In marked contrast with the federal government and the 24 other states that have three-strikes laws, California does not require the third offense to be a violent, or even serious, crime to draw an enhanced sentence of 25 years to life. How prosecutors apply the law varies from county to county. But all too often, people get life sentences for stealing spare tires or T-shirts, or for possessing small amounts of narcotics. According to the Department of Corrections, the last crimes committed by more than half of California's 7,000 third-strikers were nonviolent.

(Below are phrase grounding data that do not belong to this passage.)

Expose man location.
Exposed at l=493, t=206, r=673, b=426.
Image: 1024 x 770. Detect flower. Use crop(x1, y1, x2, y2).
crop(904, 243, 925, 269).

In a deplorable 5-to-4 ruling last year, the United States Supreme Court rejected a constitutional challenge to the law. It refused to see anything cruel and unusual about sentences of 25 years without parole for a man who stole three golf clubs from a pro shop and 50 years for another man who stole children's videotapes from a Kmart store. The court's myopia effectively tossed the responsibility back to California voters because, as a practical matter, the State Legislature lacks the political will to act.

While not a perfect fix, the new initiative, Proposition 66, would at least restrict third-strike treatment to serious and violent felons. Repeat offenders convicted of new crimes like pinching videotapes could still get longer sentences, but no longer life behind bars. Disappointingly, Gov. Arnold Schwarzenegger opposes the reform, arguing, even in the absence of convincing evidence, that approval would flood California streets with violent criminals.

Voters would achieve at least two positive things by approving Proposition 66: fairer sentences, and big savings off the state's bloated bill for the long-term incarceration of the wrong people.